Body granting the degree
State University of New York at Binghamton
Text preceding or following the note
2019
SUMMARY OR ABSTRACT
Text of Note
This research explores the potential for natural language processing and binary text classification to identify and prioritize medical incident reports. The study addresses the concerns of how to efficiently process incident reports while detecting cases that yield potential for patient safety initiatives. Over 30,000 incident reports were used to build a prediction model in order to classify each incident as requiring a formal investigation or not.

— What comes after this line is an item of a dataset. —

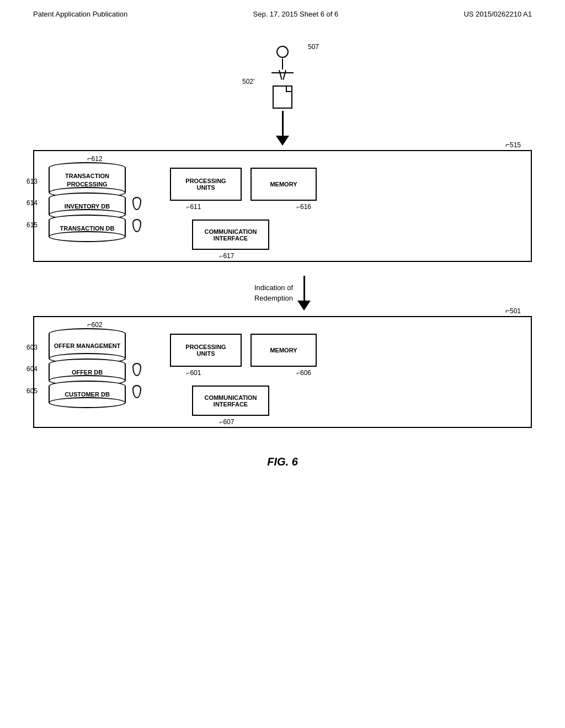 This screenshot has width=565, height=728. What do you see at coordinates (90, 202) in the screenshot?
I see `top-db-stack: 613 TRANSACTIONPROCESSING 614` at bounding box center [90, 202].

The prediction model implemented 10 folds cross-validation, TF-IDF bag of words, chi-squared feature selection, random under sampling, and multinomial naïve Bayes to avoid overfitting due to the data being heavily imbalanced. The model was optimized towards recall scores rather than precision or accuracy. Classification results were: accuracy = 69%, precision = 65%, recall = 84%, roc = 78%. Results showed that with basic techniques it is possible to apply text classification to medical incident reports.